Hitler's Furies: German Women in the Nazi Killing Fields
ISBN-10: 1482929031
ISBN-13: 9781482929034
Contributor: C. Peter Chen
Review Date: 2 Dec 2015
Europe suffered unimaginable injustices at the hands of the Germans during the WW2 era. After the war, most of those held responsible for it were men. The few women who were brought to court saw their trials being sensationalized, making them appear to be monsters rather than humans. With about 40% of Gestapo offices in Berlin and Vienna staffed by women, with so many wives accompanying their SS official husbands in occupied Eastern Europe, and with so many female nurses working at at forced euthanasia facilities, author Wendy Lower wondered what she might find if she explored what their experiences were during the war. The results of her research, published under the title Hitler's Furies, was chilling. She documented women who thought little of the paperwork that passed through their desks calling for the round up of Jews. While in our age we imagine wives of well-to-do households doing shopping at upscale boutiques, Lower wrote about those who selected from furs taken from recently deported Jews. Nurses, whose noble training taught them to heal, instead assisted in human experimentation. Lower looked into the post-war trial of a SS wife who mercilessly executed, with bullets to the back of the neck, six Jewish children who had just escaped from a transport train. Last but not least, she wrote of a woman who was accused of killing a Jewish child by holding him by his legs and swinging his head into a wall. While this book was not by any means comprehensive, it shed light into a topic not often written about, reminding us that the inhuman Nazi behavior were not limited to men. The fervor of ultra-nationalism and anti-Semitism brainwashed a generation of German women as well.

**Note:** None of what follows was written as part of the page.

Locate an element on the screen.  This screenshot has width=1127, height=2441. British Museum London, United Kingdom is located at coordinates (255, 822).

Lower struck home with a particular observation: While many defendants of post-war trials attempted (but mostly failed) to shed responsibility by claiming they were law-abiding and responsible individuals who were simply following orders, the many women profiled in Lower's book could not attempt to do so as none of them were official members of the military nor the government. All of them committed their crimes entirely on their own free will.
I had reviewed this title in its audio book format. Suzanne Toren performed the reading admirably.

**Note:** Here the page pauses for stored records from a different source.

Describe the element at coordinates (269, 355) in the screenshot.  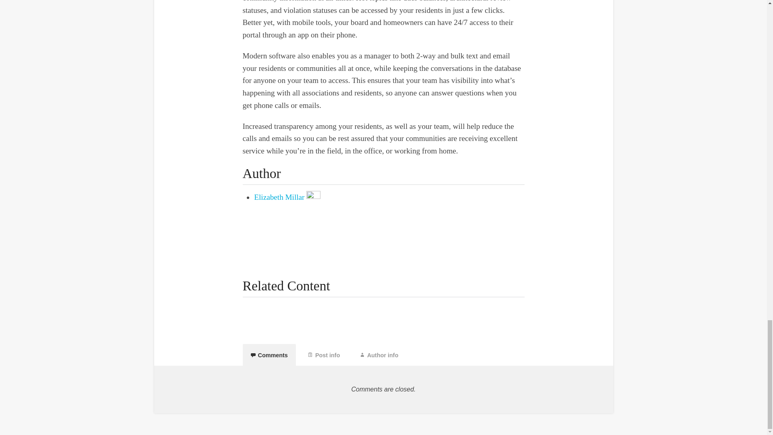
I see `Comments` at that location.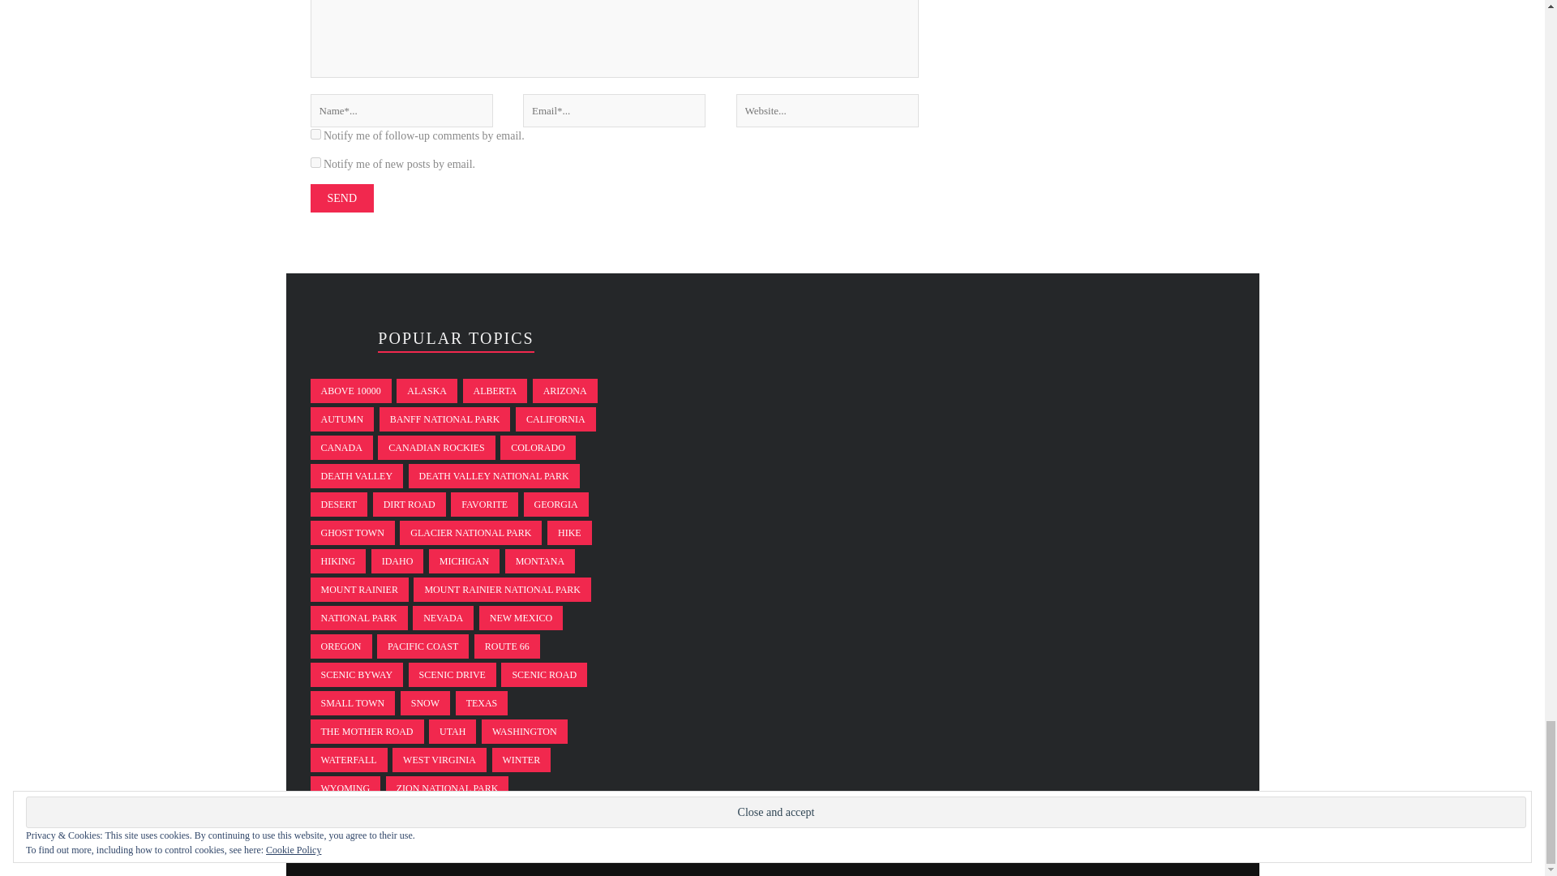 Image resolution: width=1557 pixels, height=876 pixels. What do you see at coordinates (341, 198) in the screenshot?
I see `Send` at bounding box center [341, 198].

Hitler's Furies had its weak points, but being one of the few books on the topic of women's involvement in the Holocaust, and certainly the first book for me, I felt that it offered a great deal. It was not an easy read, for it dealt with the ugly side of humanity, and worst of all such ugliness was conducted by women, the very same group of the German population who were portrayed in Nazi propaganda as loving and nurturing. However, as I finished this book, I felt that some of the powerful descriptions on these pages would remain with me for some time to come, reminding me that times of war could bring out the worst in humankind, both men and women.